## EXERCISE
The answer must consist solely of the lines from the one containing "Describe the element at coordinates (341, 303)" through the last line of the records below, repeated exactly, with all pictures omitted.

## INPUT
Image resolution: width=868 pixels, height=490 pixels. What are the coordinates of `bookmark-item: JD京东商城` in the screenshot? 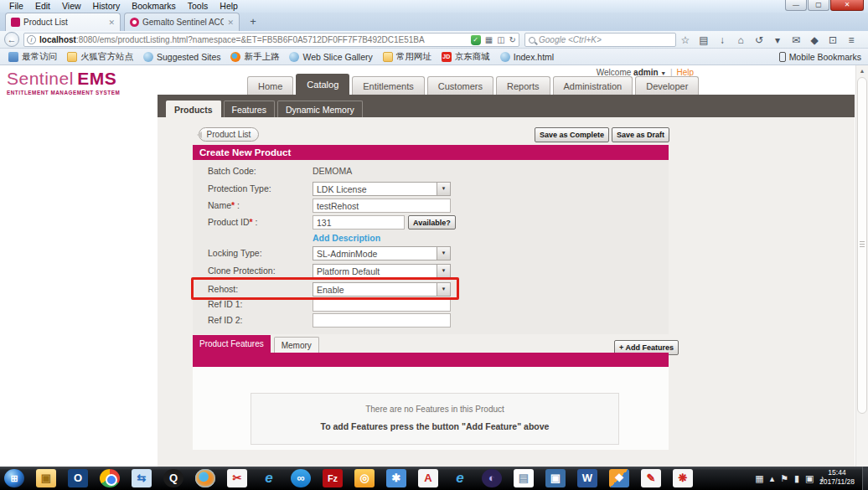 It's located at (466, 57).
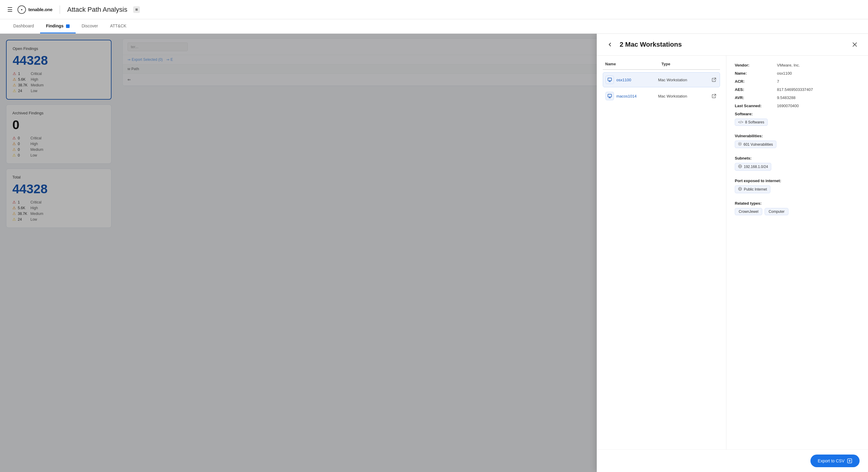 The image size is (868, 472). What do you see at coordinates (797, 208) in the screenshot?
I see `related-types-section: Related types: CrownJewel Computer` at bounding box center [797, 208].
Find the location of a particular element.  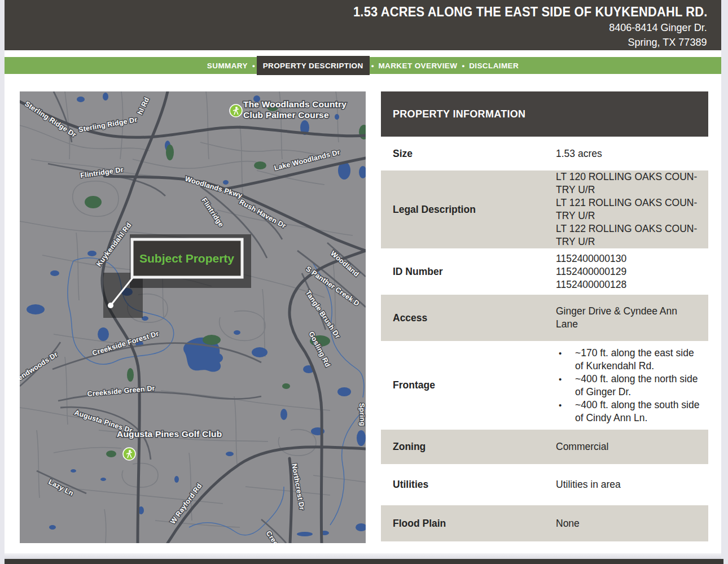

table-row-zoning: ZoningCommercial is located at coordinates (545, 447).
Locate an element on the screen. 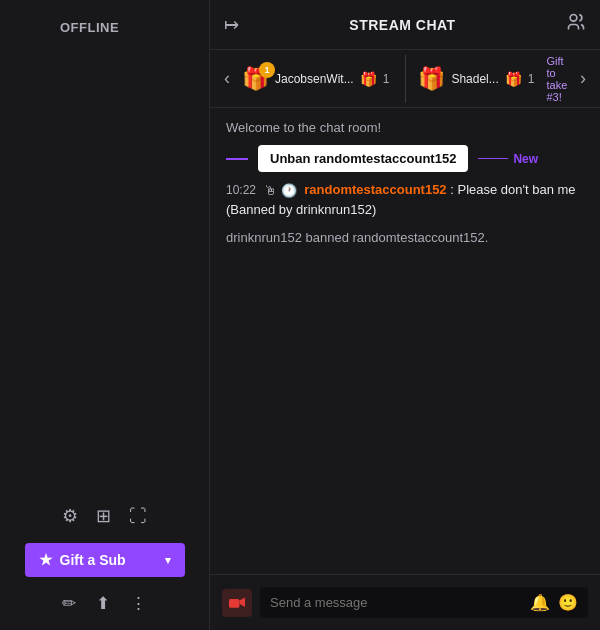 The width and height of the screenshot is (600, 630). emoji-icon: 🙂 is located at coordinates (568, 602).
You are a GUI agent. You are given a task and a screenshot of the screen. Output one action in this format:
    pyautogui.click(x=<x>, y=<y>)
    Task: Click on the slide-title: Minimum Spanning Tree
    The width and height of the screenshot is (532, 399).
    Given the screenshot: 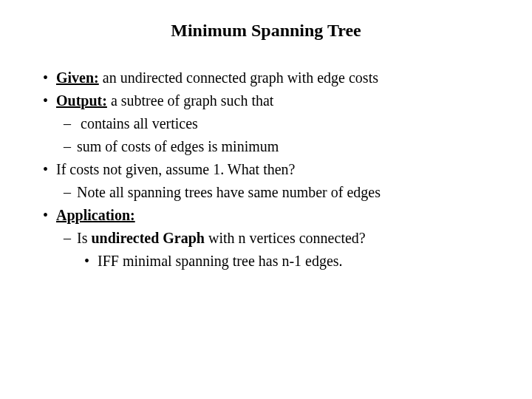 What is the action you would take?
    pyautogui.click(x=266, y=31)
    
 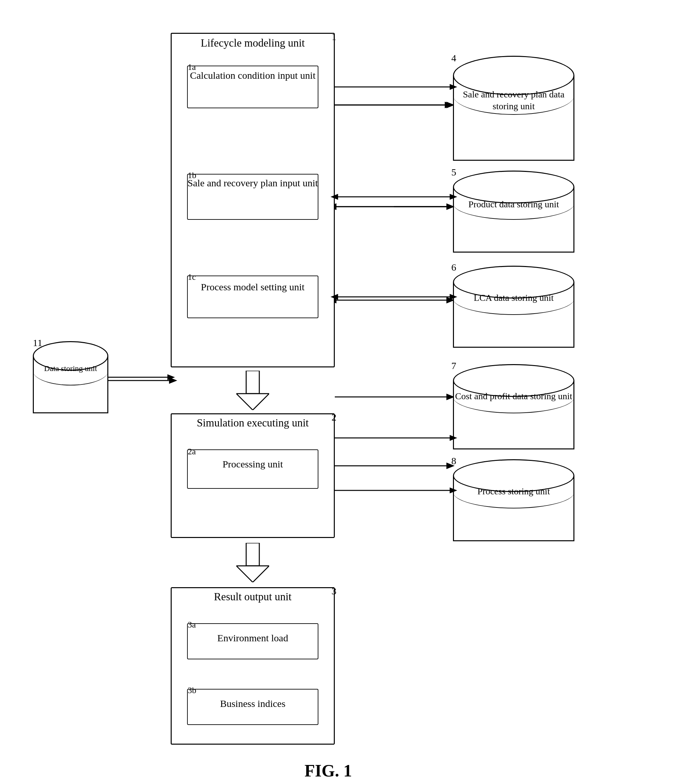 What do you see at coordinates (192, 67) in the screenshot?
I see `ref-1a: 1a` at bounding box center [192, 67].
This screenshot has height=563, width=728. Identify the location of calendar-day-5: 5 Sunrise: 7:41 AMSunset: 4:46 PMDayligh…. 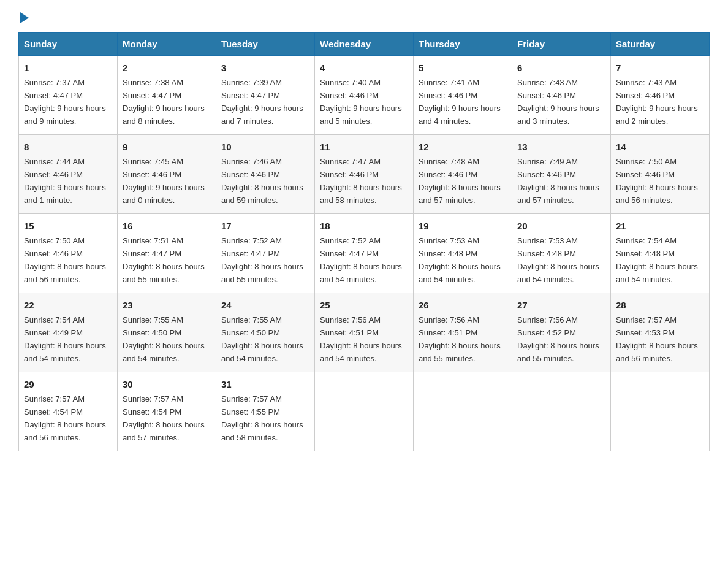
(463, 96).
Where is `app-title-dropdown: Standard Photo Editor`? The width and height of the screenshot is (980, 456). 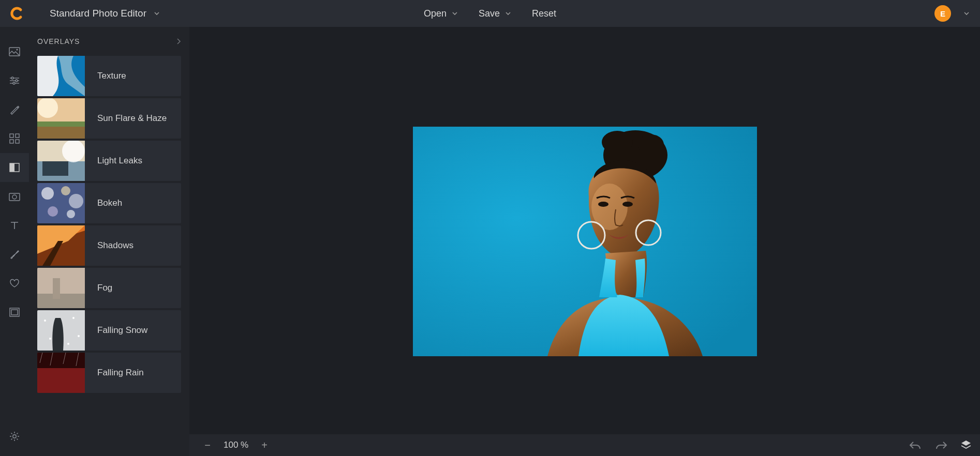 app-title-dropdown: Standard Photo Editor is located at coordinates (105, 13).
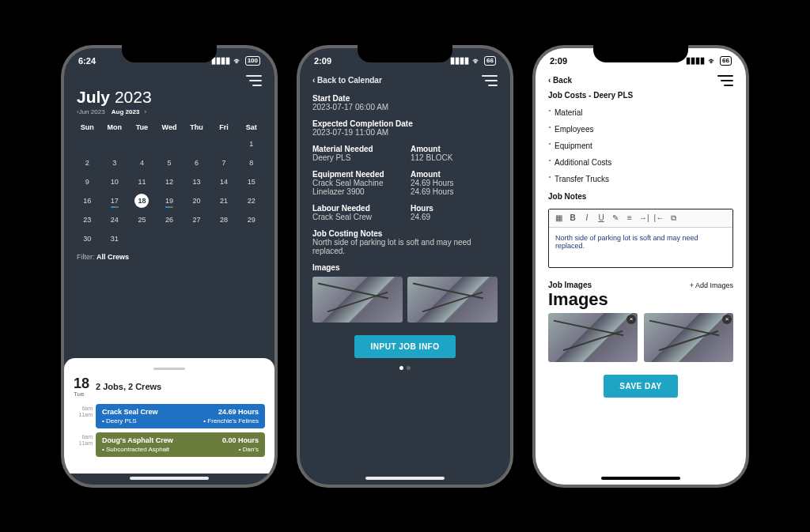 This screenshot has width=810, height=532. What do you see at coordinates (142, 201) in the screenshot?
I see `calendar-day: 18` at bounding box center [142, 201].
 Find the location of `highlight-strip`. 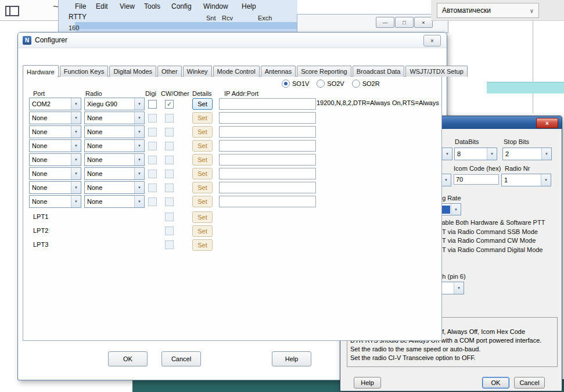

highlight-strip is located at coordinates (525, 88).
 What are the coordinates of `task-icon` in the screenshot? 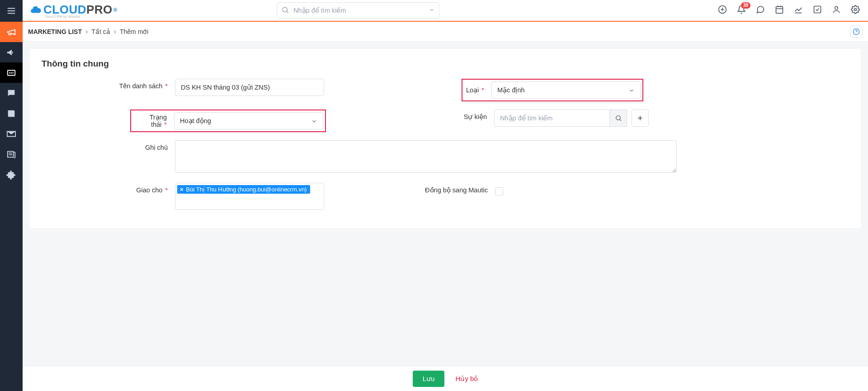 It's located at (817, 10).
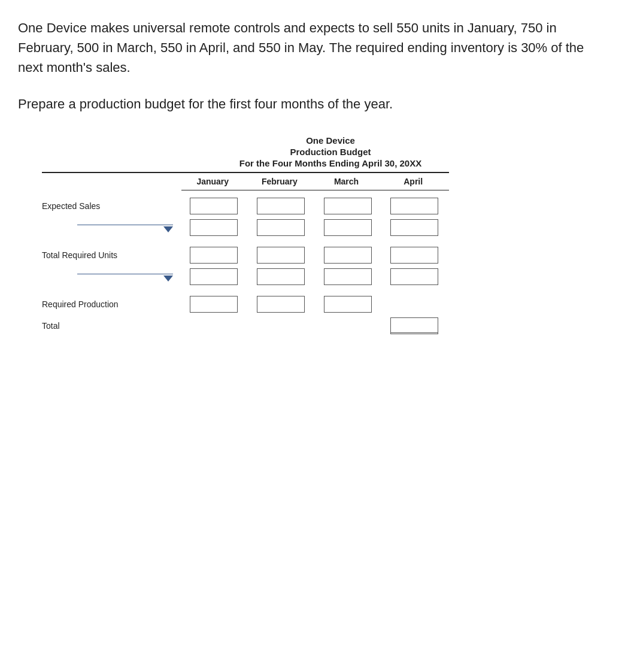  Describe the element at coordinates (281, 255) in the screenshot. I see `total-req-feb-input` at that location.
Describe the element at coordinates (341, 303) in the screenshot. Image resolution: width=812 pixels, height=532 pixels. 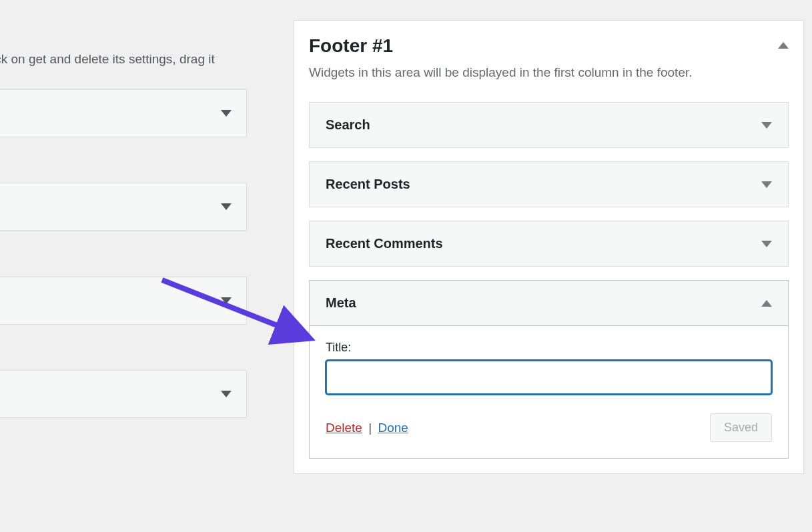
I see `widget-label: Meta` at that location.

## SOLUTION TO THIS EXERCISE
Describe the element at coordinates (341, 303) in the screenshot. Image resolution: width=812 pixels, height=532 pixels. 
I see `widget-label: Meta` at that location.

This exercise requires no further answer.